The Torah is known by many descriptors: G-d’s Law; teaching; instruction; commandments, etc. But did you ever stop to think that the Torah is not just how we are to live with each other but how we are to live with G-d as His beloved spouse? The Torah is aptly likened to a marriage contract between G-d and his “wife,” the people of Israel—a sort of ketubah. Although it does not fit that metaphor perfectly (a marriage ketubah is the contract which primarily secures the rights of the bride, not the rights of the husband), it’s a similar concept. Within marriage, a wife should want to please her husband by whatever she does for him according to his wishes, likes, dislikes and preferences as she comes to know him in the course of their marriage. When she learns what he loves, what love means to him and how he receives or feels loved, then she learns his particular “love language.” So when we think of the spousal character of the relationship between G-d and us, we could think of the Torah as His “Love Language.”

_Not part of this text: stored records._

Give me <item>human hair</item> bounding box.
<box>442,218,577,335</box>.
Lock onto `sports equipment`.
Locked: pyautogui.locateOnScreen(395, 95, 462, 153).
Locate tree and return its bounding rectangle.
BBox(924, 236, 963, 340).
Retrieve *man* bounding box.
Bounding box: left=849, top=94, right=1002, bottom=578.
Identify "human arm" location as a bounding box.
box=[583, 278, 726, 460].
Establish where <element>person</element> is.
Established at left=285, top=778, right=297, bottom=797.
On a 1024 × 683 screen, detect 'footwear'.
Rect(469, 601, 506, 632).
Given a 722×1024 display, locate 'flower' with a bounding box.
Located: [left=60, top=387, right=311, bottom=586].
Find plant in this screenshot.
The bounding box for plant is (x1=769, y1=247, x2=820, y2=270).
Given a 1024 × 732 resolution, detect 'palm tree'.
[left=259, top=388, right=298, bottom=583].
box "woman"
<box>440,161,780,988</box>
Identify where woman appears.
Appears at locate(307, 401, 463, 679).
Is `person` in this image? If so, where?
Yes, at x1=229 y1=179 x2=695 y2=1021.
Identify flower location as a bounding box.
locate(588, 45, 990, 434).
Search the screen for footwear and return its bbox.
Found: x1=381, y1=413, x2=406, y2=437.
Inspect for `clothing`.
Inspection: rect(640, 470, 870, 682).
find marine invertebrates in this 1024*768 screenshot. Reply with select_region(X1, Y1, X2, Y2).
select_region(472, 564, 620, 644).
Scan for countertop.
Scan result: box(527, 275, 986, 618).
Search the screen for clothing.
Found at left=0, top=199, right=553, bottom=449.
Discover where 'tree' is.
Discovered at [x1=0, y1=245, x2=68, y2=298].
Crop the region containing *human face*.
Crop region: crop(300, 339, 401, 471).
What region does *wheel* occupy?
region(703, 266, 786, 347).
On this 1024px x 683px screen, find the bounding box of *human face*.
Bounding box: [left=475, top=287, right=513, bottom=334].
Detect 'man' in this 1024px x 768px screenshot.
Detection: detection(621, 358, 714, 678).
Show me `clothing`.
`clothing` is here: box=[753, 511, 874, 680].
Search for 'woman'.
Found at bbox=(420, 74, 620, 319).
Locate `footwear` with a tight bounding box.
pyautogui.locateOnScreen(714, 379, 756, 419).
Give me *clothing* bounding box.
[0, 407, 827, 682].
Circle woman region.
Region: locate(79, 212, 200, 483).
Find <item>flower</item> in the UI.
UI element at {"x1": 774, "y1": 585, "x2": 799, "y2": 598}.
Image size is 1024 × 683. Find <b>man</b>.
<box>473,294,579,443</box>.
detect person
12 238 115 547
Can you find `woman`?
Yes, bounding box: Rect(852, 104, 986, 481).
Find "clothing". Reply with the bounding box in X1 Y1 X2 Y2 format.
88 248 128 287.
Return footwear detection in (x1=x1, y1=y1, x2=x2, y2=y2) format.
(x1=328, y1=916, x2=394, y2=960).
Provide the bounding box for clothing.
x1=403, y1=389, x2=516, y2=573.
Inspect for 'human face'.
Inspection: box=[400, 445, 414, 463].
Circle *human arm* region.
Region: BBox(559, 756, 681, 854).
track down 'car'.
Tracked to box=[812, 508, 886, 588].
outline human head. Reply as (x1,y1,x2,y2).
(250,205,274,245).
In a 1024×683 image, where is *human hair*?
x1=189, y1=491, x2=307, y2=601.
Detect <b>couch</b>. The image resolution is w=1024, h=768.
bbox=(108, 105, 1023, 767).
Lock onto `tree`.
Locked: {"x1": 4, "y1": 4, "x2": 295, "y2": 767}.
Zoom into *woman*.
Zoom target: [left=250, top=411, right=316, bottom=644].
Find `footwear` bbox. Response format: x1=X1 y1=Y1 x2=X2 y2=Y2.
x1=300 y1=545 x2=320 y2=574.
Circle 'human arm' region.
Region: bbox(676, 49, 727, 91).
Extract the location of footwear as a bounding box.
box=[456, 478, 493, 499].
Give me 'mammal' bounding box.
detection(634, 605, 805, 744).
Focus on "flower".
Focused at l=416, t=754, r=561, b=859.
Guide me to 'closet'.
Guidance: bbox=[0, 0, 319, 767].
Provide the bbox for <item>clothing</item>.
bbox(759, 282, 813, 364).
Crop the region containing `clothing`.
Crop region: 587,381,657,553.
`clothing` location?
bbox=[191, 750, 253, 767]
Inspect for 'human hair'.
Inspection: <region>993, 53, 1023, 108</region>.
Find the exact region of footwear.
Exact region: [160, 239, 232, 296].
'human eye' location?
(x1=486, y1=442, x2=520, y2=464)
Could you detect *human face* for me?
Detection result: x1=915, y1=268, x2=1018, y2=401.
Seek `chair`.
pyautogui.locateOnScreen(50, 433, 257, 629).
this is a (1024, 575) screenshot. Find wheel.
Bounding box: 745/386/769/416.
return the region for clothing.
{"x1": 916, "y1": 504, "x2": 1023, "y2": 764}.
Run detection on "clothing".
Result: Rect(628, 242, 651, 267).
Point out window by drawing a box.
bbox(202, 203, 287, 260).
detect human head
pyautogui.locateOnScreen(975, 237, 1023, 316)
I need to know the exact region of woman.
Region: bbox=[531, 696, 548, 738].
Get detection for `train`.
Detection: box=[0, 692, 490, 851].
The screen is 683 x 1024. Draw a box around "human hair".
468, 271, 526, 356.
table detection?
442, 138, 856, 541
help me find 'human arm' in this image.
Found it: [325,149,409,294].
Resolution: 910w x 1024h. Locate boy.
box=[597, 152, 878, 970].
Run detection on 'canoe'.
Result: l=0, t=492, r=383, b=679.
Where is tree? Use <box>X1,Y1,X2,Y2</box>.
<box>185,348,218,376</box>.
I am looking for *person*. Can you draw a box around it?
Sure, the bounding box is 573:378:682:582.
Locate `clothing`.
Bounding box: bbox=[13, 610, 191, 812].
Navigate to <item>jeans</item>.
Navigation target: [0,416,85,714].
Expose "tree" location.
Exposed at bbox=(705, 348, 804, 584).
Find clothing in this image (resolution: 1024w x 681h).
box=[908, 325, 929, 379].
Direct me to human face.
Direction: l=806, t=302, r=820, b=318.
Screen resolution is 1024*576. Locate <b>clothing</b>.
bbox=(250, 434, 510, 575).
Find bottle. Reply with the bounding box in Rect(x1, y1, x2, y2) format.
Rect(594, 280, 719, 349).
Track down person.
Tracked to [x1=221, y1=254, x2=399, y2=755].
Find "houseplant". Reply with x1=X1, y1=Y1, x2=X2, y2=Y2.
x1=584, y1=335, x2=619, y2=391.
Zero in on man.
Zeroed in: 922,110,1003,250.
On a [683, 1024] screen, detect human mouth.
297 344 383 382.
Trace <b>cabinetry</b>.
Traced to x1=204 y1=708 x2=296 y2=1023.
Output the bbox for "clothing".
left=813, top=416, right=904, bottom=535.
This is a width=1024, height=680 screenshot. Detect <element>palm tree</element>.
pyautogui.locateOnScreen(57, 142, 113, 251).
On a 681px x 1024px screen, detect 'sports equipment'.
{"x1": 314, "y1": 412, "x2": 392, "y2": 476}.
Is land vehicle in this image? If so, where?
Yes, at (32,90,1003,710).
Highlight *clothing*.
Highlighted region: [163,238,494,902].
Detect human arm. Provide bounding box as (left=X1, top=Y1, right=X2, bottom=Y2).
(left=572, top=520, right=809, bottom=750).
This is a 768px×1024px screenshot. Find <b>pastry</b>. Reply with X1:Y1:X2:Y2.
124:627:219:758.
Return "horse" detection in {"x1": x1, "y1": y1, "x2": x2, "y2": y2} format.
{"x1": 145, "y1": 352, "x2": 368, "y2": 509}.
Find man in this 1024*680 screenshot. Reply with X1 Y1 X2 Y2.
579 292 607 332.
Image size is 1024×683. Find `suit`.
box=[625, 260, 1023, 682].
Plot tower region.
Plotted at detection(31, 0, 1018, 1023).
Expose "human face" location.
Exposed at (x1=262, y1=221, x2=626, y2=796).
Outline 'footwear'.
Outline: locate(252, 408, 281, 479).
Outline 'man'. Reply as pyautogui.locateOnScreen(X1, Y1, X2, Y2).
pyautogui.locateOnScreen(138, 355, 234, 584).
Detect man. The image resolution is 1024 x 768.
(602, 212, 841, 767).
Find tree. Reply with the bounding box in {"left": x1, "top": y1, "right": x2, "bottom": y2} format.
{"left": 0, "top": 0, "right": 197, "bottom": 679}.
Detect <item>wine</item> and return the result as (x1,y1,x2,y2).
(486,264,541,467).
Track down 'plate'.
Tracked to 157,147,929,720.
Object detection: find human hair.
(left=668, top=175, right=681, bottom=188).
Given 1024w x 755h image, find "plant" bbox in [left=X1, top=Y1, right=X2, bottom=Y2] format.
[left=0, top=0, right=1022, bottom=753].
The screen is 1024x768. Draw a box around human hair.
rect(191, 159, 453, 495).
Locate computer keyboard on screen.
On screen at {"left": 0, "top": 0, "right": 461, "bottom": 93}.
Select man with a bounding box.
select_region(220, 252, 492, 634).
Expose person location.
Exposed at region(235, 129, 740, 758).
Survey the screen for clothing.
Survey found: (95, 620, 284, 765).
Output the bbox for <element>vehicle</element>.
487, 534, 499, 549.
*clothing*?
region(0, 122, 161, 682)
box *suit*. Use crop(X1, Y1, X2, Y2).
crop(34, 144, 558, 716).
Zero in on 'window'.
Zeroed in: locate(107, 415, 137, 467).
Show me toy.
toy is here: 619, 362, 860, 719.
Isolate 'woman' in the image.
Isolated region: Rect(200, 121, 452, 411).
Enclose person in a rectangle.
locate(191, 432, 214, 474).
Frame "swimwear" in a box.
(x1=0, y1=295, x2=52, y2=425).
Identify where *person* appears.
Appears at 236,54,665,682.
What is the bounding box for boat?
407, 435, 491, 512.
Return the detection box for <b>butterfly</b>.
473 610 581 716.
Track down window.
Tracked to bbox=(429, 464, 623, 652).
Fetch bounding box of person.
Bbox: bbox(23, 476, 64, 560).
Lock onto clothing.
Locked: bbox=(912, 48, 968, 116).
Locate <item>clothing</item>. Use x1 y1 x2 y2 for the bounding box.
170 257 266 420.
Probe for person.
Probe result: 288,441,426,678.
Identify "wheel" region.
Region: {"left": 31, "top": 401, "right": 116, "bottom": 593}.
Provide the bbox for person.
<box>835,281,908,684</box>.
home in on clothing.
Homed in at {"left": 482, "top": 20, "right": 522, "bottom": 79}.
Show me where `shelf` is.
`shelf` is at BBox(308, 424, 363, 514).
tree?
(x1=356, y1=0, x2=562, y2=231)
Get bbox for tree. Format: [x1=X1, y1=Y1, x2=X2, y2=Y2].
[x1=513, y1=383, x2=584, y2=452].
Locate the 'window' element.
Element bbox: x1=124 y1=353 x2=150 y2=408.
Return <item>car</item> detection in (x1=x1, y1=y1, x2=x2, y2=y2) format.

For example, my husband, of blessed memory, used to love his eggs soft-scrambled. If I served him eggs sunny-side up, he might eat them, but it’s not really what he preferred. However, there were certain other foods that he hated and if I served them, surely the dog would have enjoyed the meal because my husband would not have touched it! Of course I served him what he liked because, beyond nourishment, it was one of several ways for me to express my love for him. So consider our God: He tells us in the Torah how to love him. In fact, Yeshua and the disciples tell us on many occasions that to “love” God is to keep His commandments (Torah).
God tells us exactly what pleases Him and exactly what offends Him. Exactly how He wishes to be served and honored and exactly how He wishes to be loved. And it’s great that we do not have to guess or be a mind-reader. He tells us plainly. So if we love G-d, then the things that He asks of us, such as waving the lulav and etrog before Him as we celebrate Sukkot, are our expression of love to Him. During Sukkot, one might observe a religious man meticulously selecting each of the “four species,” including the perfect etrog. Why be so picky? Because this is his loving gift to his beloved!! When you give a gift to your beloved, don’t you want to give the very best you can? And we should give them not out of duty or obligation but out of love and a desire to please Him.
Each year as the High Holidays end and the festival of Sukkot comes to a close, we roll back the Torah Scroll and begin afresh in the book of Genesis. It provides us with another opportunity to understand and appreciate how to love the Lord our God with all of our heart, all of our strength and all of our mind—to refresh and renew our relationship with our “first love.” L’shana tovah (To a good year)!